Salt Crown Shores is where the city exhales—just enough space between coin and claw for schemes to breathe. Merchants linger longer here, scribes stroll with purpose, and sea-slick boats bob in quiet coves like eavesdropping drunks. The jungle presses close, as if listening. The Charter House is the gatekeeper of trade and tether. Captains climb its marble steps to beg, bluff, or barter for licenses they can’t afford. Inside, the air hums with ink, law, and sweat. Outside, it stinks of compromise. Sinker’s Curiosities draws the desperate and the damned.
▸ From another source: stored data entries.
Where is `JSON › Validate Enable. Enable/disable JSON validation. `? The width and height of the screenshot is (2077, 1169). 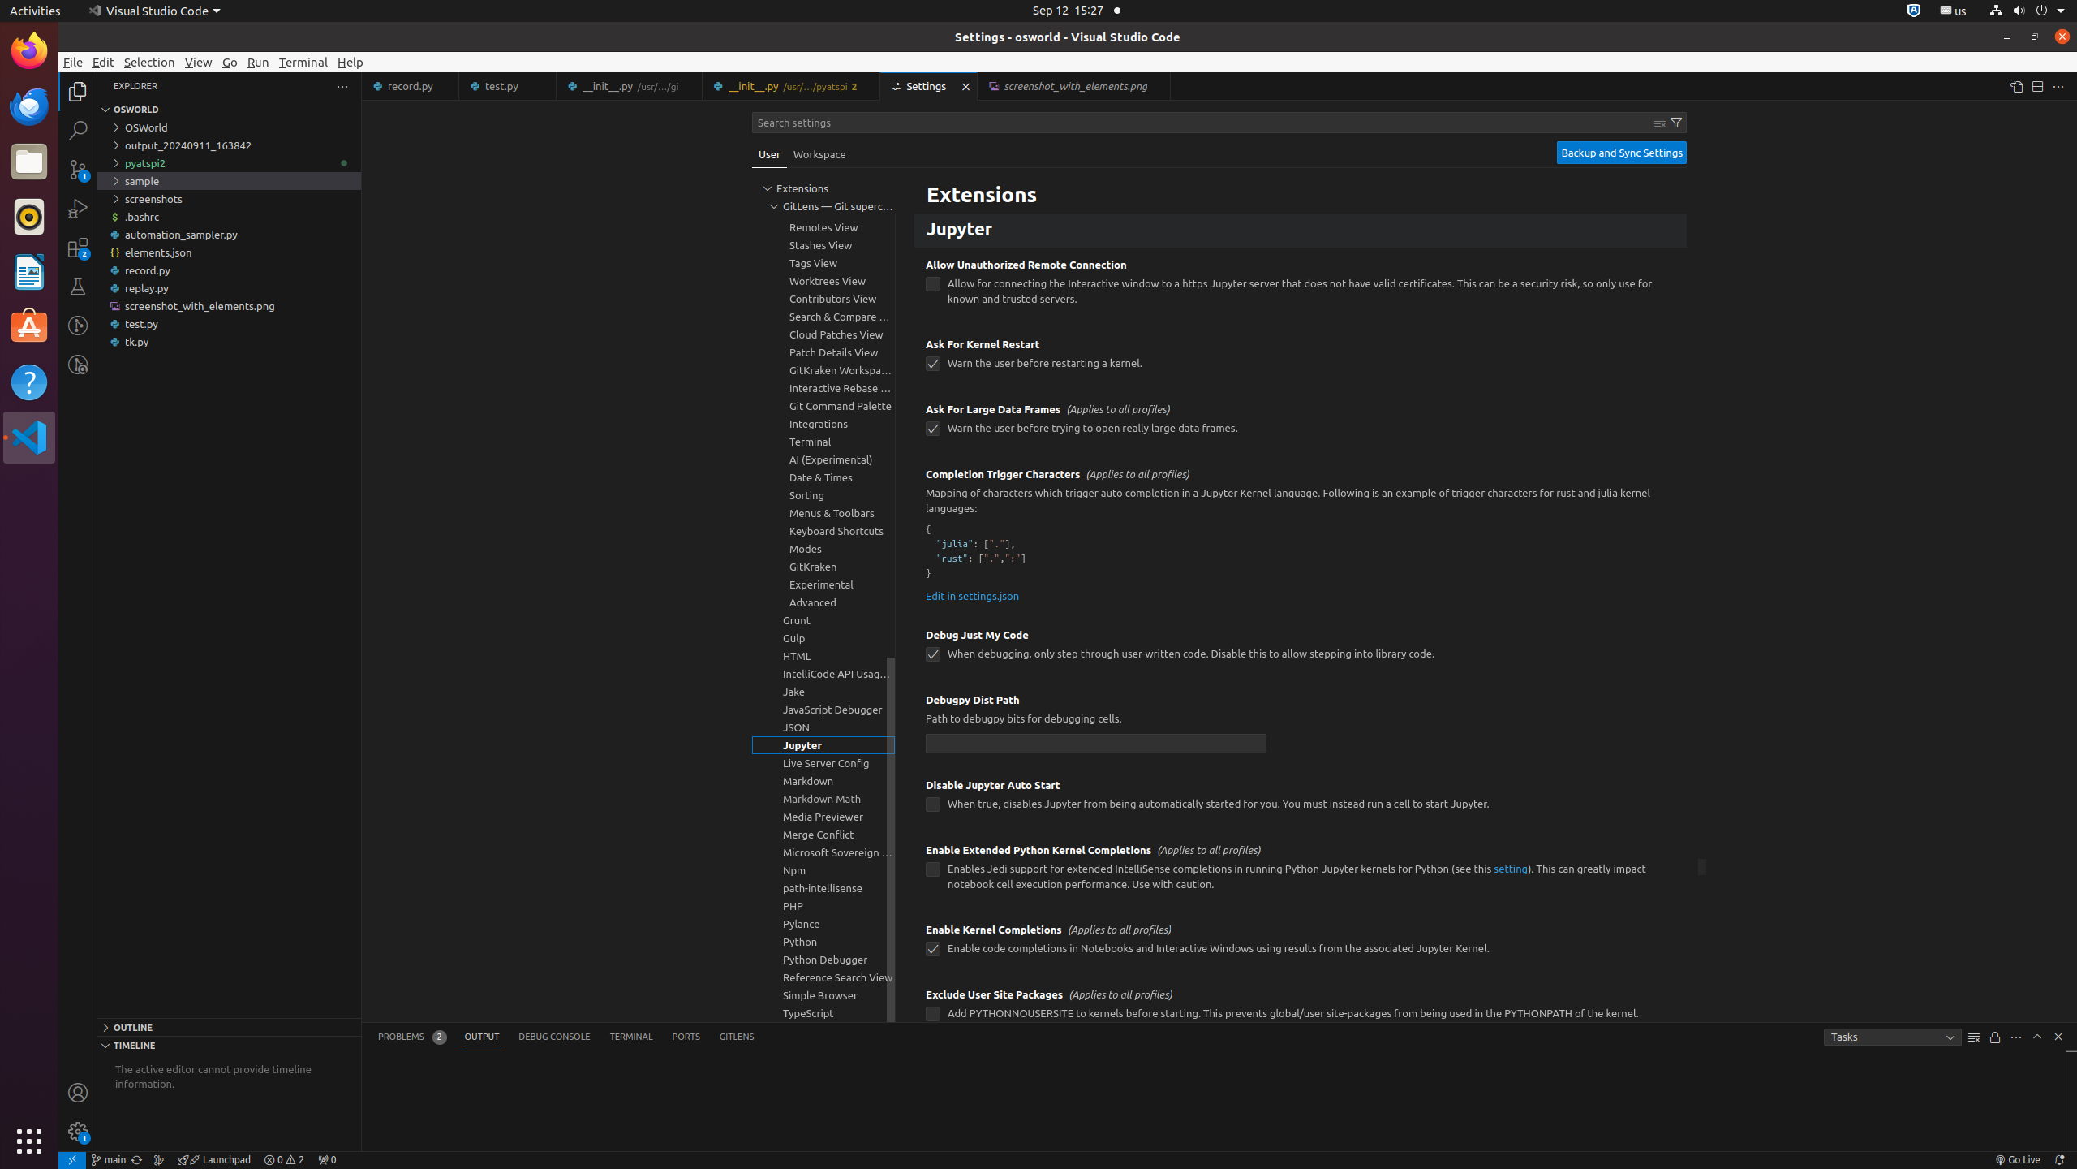 JSON › Validate Enable. Enable/disable JSON validation.  is located at coordinates (1301, 181).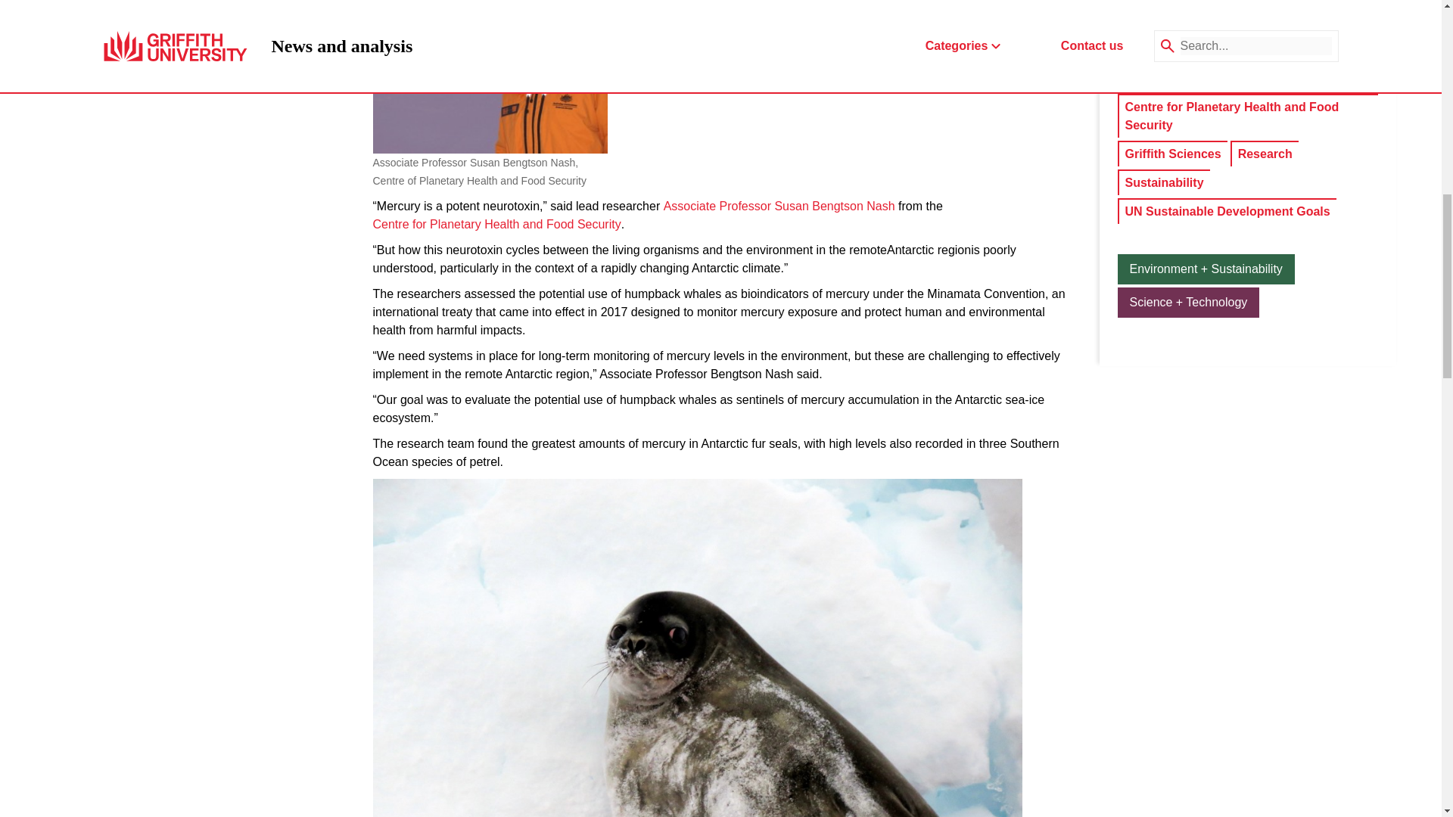  I want to click on Centre for Planetary Health and Food Security, so click(496, 224).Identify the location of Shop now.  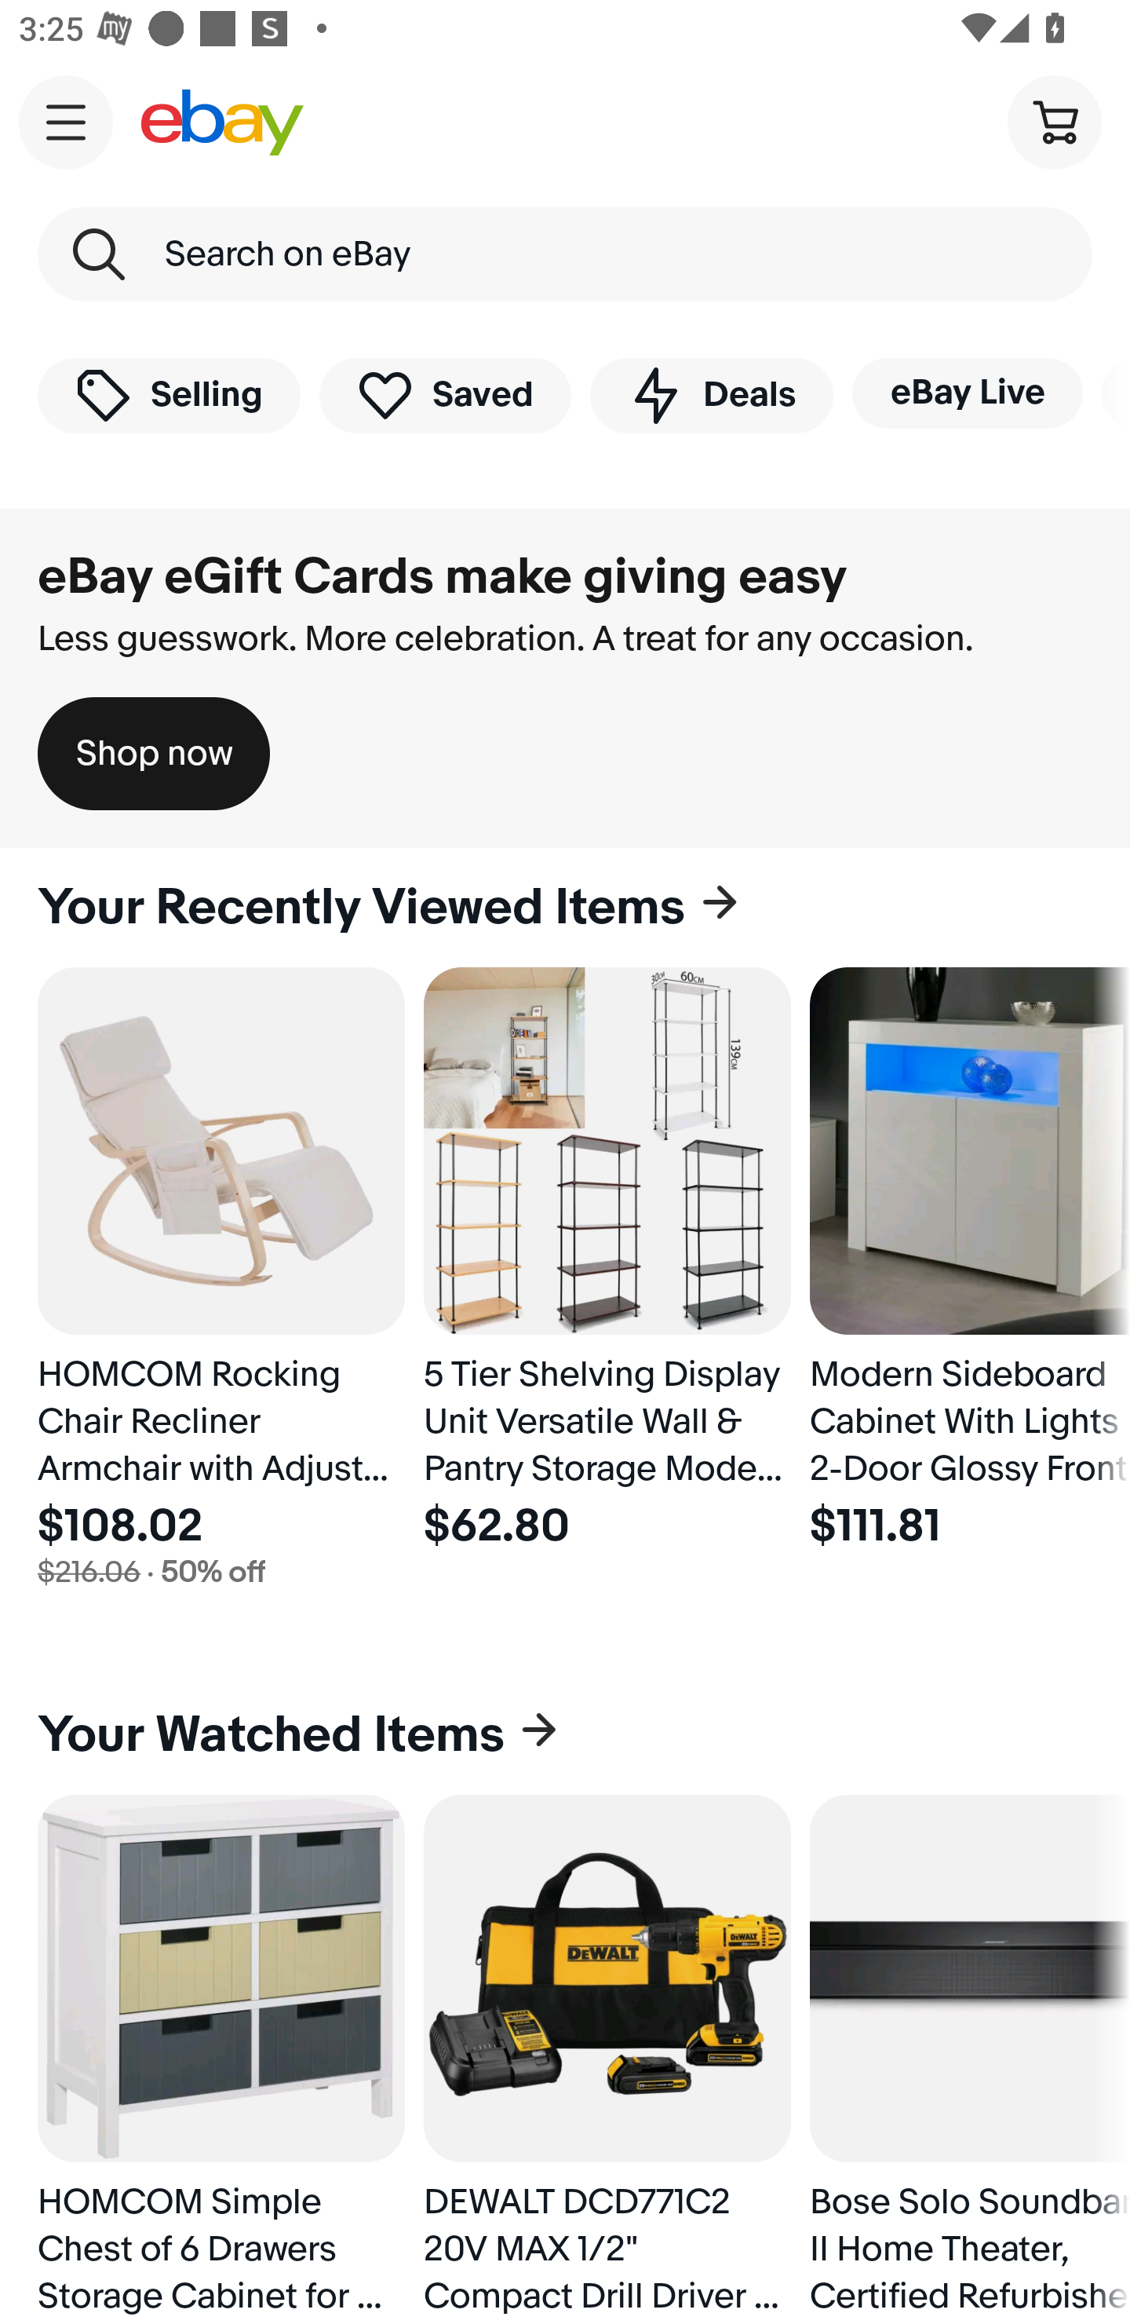
(154, 753).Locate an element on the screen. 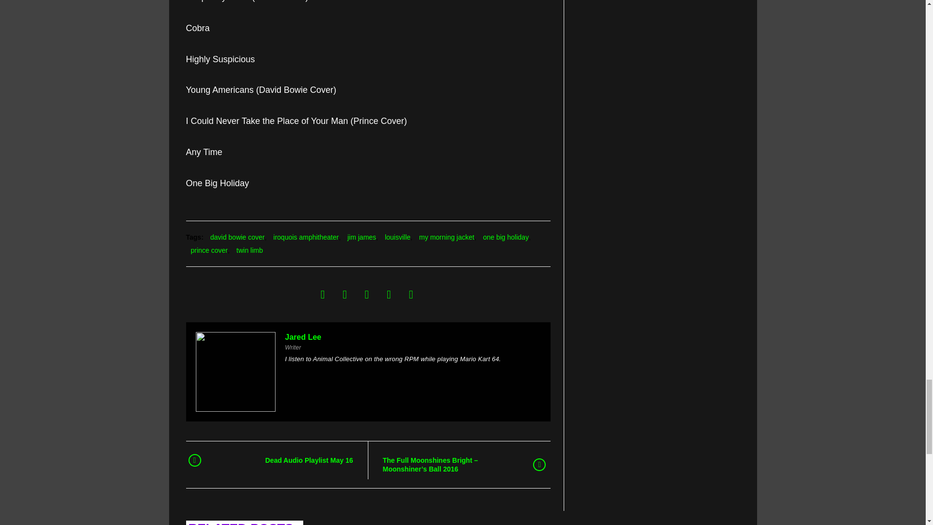 Image resolution: width=933 pixels, height=525 pixels. twin limb is located at coordinates (250, 250).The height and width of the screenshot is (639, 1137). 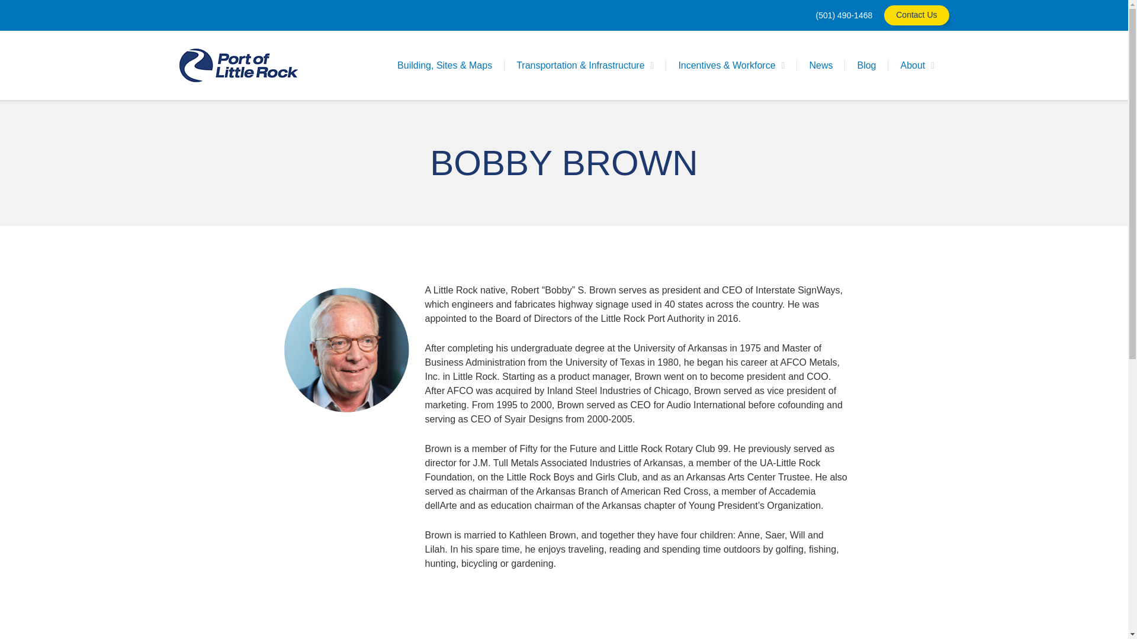 What do you see at coordinates (916, 65) in the screenshot?
I see `About` at bounding box center [916, 65].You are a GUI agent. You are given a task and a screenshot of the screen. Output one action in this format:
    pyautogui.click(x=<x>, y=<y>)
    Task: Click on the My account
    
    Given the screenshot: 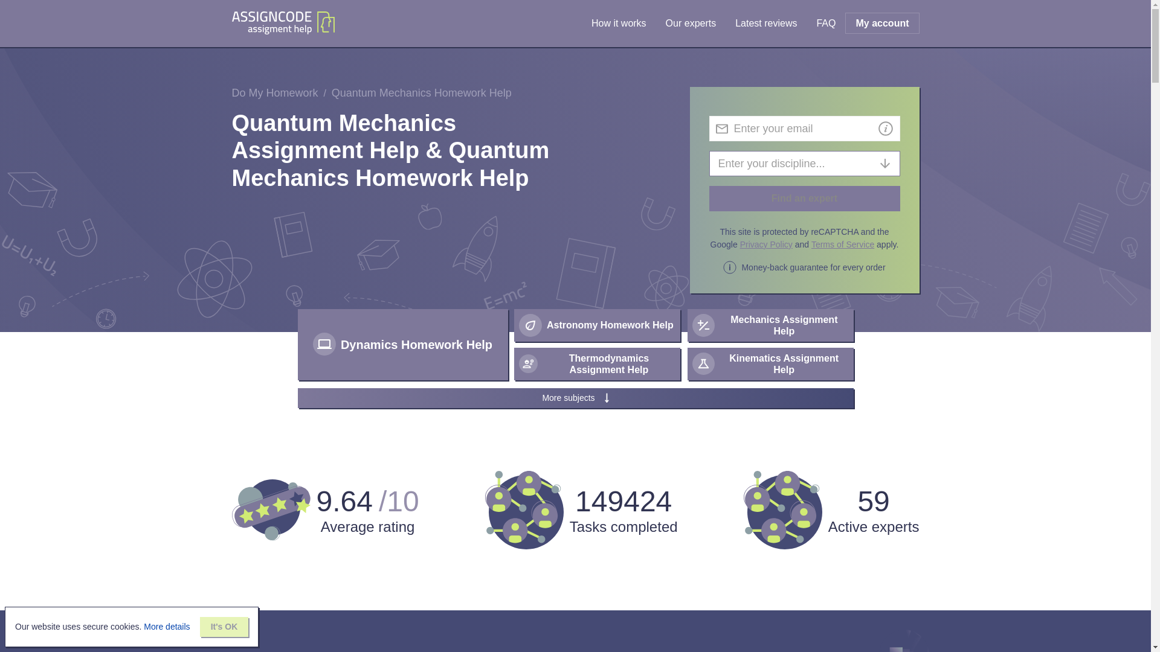 What is the action you would take?
    pyautogui.click(x=882, y=23)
Someone’s always leaving with a jar of whispers, a dagger that cries, or a map to nowhere. Sinker never haggles—just smiles like he knows how your story ends. Here, Black Brine balances its ledgers not just in gold, but in secrets. Salt Crown Shores is where futures are mortgaged, favors sold, and fate bartered away on salt-wet paper.

Sinker's Curiosities

Sinker's Curiosities

Sinker’s Curiosities is where Black Brine’s luckless, desperate, and dangerously curious go to bargain with their better judgment. Perched like a vulture on the cliffs of Salt Crown Shores, the shop is part reliquary, part rumor mill, and part trap. Sailors come seeking lost memories. Warlocks come sniffing for power. The smart ones leave empty-handed. Sinker—half myth, half hoarder—runs the place with a sly tongue and no sense of mercy. No price is ever straight, no item ever safe. But when the gods go quiet and the mists press close, folk crawl down to Sinker’s door anyway. Because sometimes, what you need to survive Black Brine can’t be bought in coin. Only consequence.

String and Powder

String and Powder

The Gunderson home is where precision meets powder, and fraternal love sounds a lot like shouting. One brother crafts bows so fine they hum with tension. The other builds guns that cough thunder and spite. Together, they supply Black Brine’s best—and argue like it’s a sport with no off-season. Every merc, pirate, and duelist worth their salt has walked that cobbled path, either for a custom grip or to settle a feud with steel or shot. Deals are struck in sawdust and smoke, payments taken in coin, favors, or grudging respect. In a city where ranged weapons mean survival—or advantage—the Gundersons don’t just sell tools. They sell the promise that the next shot might be the one that changes everything. And if it jams? Well, you can always blame the other brother.

Temple of Sedna

Temple of Sedna

The Temple of Sedna is less a place of worship and more a pact scratched into stone and sealed with salt. Here, the desperate kneel beside the devout, offerings clutched in shaking hands—shells, teeth, blood, breath. Sedna is not a kind goddess, but in Black Brine, kindness is for fools. She gives luck to sailors, silence to the dying, and visions to those mad enough to seek them. When the tide’s out, they gather in the cavern’s maw—lowborn, smuggler, cutthroat, all equal in the wet dark. When it comes in, the temple floods, swallowing their voices whole. To the eastside faithful, she’s salvation. To the westerners, a whispering curse. But none deny her power. Not openly. In Black Brine, everyone pays the sea’s toll eventually—and this temple’s the box they drop it in.

Wet Bar

Wet Bar

“Where seafoam kisses crystal, and the tides carry whispers of intrigue.” The Wet Bar is Black Brine’s most elegant aquatic lounge, nestled at the edge of the Crosswater docks and built into the curve of an ancient stone quay. It rises like a coral bloom from the shallows, its graceful spires and slickstone arches swaying faintly in the ocean breeze. The building blends renaissance architecture with fluid, organic design, as if shaped by tides rather than tools. Lanternlight shimmers across tide-polished walls, and the smell of salt and citrus drifts through the open air.

This work includes material taken from the System Reference Document 5.1 (“SRD 5.1”) by Wizards of the Coast LLC . The SRD 5.1 is licensed under the Creative Commons Attribution 4.0 International License.
We are not affiliated with Dungeons & Dragons or Wizards of The Coast in any way.